Originally Posted by Amirit
Originally Posted by Lady Avyna
Originally Posted by GM4Him
If I play chess, and someone changes the rules so pawns can now move in any direction, and rooks can now move diagonally, and kings can now move any number of squares, am I still playing chess?

That said, if you say to the person you are playing against, "But those are just optional rules. You don't HAVE to play it that way. I am, but you don't have to. It's up to you if you want to challenge yourself that way or not."

Do you think the other player is going to not use the new rules when the entire game is now designed around the new rules?

Comparing chess to dnd is apples and oranges. Chess has a set of rules where you HAVE to play that way or else you can't play the game. In DnD the rules are there as a guide. If not a guide and you HAVE to play 5e the way it is, then homebrew rules would not exist.

It is not that far-fetched. There are flavours that you can change freely - chess should not be black/white, you can use other colours (this is what Dms change in DnD). It will not change the game. But if you are changing the fundamental rules, you have another game.
There are core mechanics in DnD that no DM will ever change. Rest system and action economy are at the very heart of the system. You change one thing - the whole system falls apart. Food eliminates healing and rest, breaks the rule of Bonus Action, makes some spells useless, changes encounter levels.

With that addition, you literally bring checker's rules into the chess game. Systems are incompatible - it's either DOS or DnD, together they do not work. Once again, Larian did not say "we are using our homebrew variation of DnD", no. What was promised is 5e, and 5e people expect.

Since I am seeing some people wanting strict 5e rules and ONLY 5e rules. Let's take a look at the D&D Player Handbook, on page 185 section FOOD AND WATER. It states:

"Characters who don't eat or drink suffer effects of exhaustion. Exhaustion caused by lack of food and water can't be removed until the character eats and drinks the full required amount."

I know I mentioned eating food to replenish health either during or after combat, to which some are like "NOOOOO" but according to D&D we need to consume food and water or our character get's exhausted. Thereby, technically what I said isn't entirely wrong or dumb. It may not be for combat but you still need to consume food and water.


**EXERCISE DESCRIPTION**: Go through the records and report each line in which the word "Informal" occurs.

[[ THE RECORDS open ]]

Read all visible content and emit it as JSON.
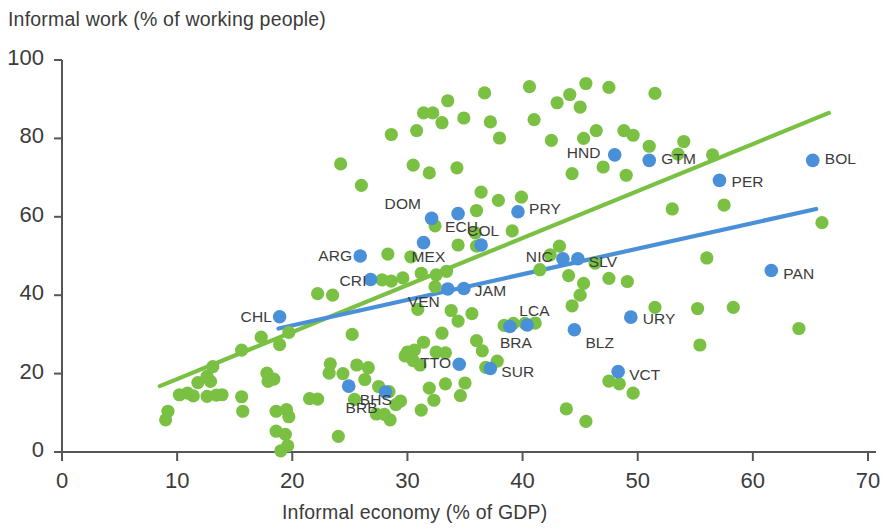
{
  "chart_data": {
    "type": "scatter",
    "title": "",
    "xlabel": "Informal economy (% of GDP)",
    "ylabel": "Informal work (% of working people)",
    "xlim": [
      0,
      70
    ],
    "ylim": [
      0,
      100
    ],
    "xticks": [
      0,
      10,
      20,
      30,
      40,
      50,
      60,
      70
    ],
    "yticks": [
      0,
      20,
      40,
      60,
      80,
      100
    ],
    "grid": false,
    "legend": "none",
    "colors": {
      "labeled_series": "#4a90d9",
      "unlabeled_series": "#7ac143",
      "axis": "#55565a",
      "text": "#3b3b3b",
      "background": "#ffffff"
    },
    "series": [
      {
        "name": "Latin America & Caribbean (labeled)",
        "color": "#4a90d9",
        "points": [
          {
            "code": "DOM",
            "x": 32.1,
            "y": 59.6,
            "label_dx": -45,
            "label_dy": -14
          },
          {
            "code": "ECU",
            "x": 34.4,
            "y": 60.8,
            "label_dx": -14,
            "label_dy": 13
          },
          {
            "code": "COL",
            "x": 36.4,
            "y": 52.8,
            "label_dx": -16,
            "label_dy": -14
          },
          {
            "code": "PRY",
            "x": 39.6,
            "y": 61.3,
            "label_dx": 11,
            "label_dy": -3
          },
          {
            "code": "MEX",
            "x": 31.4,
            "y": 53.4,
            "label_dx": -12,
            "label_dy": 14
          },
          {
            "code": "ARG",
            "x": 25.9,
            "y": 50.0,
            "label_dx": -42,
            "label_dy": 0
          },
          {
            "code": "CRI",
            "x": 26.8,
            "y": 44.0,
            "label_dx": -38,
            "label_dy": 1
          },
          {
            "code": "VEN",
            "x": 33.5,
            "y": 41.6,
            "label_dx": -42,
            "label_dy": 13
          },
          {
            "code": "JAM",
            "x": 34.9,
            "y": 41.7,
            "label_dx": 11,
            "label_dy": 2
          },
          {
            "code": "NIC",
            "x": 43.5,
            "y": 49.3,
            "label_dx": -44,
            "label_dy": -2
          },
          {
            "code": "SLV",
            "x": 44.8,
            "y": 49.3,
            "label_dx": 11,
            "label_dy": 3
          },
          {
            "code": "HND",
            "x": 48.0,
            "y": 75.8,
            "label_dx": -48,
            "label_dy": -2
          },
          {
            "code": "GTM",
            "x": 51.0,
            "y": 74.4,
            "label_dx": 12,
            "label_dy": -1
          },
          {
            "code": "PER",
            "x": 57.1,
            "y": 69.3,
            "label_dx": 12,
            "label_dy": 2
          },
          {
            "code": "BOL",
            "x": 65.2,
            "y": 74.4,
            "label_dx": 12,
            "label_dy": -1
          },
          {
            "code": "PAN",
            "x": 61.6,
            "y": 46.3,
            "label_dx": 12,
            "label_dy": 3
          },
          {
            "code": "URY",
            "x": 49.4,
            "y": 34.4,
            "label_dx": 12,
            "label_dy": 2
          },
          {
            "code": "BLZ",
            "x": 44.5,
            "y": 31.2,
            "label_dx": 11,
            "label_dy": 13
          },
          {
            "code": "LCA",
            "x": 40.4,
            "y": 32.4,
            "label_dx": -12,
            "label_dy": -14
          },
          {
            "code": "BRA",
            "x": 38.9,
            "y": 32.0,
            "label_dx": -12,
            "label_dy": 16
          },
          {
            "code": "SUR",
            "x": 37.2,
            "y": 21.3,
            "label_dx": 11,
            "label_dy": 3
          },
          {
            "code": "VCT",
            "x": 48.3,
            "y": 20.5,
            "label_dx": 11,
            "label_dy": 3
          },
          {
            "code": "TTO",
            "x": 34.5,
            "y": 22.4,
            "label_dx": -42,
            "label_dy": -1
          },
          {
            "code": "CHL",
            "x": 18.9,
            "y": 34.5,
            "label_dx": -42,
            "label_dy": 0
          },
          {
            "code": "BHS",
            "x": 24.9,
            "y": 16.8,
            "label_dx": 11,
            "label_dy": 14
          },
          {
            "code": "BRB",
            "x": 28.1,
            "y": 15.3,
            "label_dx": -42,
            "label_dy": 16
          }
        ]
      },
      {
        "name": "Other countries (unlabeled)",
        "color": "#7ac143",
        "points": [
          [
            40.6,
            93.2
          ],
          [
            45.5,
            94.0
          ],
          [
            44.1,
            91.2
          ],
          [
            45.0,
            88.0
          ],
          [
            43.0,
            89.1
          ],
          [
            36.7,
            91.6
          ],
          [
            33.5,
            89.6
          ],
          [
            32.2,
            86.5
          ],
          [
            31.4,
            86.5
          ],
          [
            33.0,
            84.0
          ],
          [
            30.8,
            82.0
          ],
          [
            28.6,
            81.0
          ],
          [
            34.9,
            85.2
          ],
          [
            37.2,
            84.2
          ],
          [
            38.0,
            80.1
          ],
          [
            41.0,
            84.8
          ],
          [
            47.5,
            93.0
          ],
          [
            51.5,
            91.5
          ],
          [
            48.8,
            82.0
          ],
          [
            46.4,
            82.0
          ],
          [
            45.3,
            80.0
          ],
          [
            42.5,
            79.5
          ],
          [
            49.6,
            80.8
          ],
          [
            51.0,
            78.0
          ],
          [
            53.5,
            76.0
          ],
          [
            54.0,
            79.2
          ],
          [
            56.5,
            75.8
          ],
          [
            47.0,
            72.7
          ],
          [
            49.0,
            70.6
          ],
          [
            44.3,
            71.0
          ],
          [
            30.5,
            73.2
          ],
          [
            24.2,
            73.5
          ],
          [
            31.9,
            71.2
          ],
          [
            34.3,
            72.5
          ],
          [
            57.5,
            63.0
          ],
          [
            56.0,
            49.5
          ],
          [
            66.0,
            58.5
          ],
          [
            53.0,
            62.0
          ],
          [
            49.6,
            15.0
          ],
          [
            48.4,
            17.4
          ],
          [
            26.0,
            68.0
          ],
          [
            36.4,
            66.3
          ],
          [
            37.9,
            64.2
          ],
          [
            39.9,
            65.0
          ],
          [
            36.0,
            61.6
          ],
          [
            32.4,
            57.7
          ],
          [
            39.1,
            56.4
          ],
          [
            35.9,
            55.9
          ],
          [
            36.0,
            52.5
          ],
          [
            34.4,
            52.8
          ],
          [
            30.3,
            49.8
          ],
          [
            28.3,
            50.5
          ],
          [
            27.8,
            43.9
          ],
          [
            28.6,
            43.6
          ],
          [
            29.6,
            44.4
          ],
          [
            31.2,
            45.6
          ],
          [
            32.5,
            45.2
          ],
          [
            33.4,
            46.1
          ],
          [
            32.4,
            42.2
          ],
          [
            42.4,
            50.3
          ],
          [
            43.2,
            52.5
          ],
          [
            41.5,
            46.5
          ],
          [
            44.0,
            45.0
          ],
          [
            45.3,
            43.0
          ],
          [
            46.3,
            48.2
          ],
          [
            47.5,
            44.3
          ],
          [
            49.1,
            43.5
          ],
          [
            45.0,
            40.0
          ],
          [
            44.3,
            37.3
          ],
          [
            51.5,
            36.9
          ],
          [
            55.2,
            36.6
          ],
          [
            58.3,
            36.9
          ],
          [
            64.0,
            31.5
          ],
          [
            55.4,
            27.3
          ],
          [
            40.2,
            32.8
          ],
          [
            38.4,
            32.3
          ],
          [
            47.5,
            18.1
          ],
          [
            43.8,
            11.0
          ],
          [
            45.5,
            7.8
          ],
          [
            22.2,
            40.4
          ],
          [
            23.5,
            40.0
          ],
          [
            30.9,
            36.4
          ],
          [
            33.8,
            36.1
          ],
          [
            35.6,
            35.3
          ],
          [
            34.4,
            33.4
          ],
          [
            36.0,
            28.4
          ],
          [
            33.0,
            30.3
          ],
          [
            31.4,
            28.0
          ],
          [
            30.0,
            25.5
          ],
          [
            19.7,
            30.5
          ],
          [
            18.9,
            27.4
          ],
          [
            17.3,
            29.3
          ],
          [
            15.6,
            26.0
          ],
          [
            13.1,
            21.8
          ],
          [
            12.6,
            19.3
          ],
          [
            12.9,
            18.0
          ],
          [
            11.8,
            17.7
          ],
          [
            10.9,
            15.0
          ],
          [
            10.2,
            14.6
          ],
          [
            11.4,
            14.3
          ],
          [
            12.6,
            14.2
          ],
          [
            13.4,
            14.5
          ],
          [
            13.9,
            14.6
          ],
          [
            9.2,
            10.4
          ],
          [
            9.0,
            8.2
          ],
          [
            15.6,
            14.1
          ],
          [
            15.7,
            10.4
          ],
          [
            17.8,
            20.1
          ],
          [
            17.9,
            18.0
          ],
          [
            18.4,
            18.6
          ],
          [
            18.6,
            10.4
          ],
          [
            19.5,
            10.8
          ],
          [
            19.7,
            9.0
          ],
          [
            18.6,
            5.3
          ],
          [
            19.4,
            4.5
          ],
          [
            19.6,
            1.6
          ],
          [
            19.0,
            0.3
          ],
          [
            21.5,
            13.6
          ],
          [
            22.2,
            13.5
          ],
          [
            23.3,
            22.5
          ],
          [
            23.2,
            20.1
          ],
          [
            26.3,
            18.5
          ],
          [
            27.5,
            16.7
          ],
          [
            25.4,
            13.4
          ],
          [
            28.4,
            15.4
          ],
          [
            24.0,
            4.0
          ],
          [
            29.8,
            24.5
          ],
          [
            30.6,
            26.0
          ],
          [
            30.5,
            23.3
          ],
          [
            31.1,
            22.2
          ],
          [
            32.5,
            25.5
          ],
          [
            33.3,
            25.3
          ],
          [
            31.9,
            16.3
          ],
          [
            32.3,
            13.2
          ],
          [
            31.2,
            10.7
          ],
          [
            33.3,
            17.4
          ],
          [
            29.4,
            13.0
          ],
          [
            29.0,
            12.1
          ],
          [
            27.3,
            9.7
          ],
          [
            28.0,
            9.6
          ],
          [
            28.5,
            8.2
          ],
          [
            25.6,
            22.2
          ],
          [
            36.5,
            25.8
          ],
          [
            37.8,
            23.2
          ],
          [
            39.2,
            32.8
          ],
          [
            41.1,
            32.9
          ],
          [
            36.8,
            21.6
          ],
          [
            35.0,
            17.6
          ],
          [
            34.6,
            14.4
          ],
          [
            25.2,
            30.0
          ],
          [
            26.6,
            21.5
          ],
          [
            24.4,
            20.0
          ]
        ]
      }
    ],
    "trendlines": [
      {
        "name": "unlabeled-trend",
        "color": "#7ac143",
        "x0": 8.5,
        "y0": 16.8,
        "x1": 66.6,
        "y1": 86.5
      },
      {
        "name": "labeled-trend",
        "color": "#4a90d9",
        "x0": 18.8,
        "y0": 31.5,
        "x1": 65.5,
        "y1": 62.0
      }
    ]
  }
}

[[ THE RECORDS closed ]]

**YOUR SOLUTION**:
    "xlabel": "Informal economy (% of GDP)",
    "ylabel": "Informal work (% of working people)",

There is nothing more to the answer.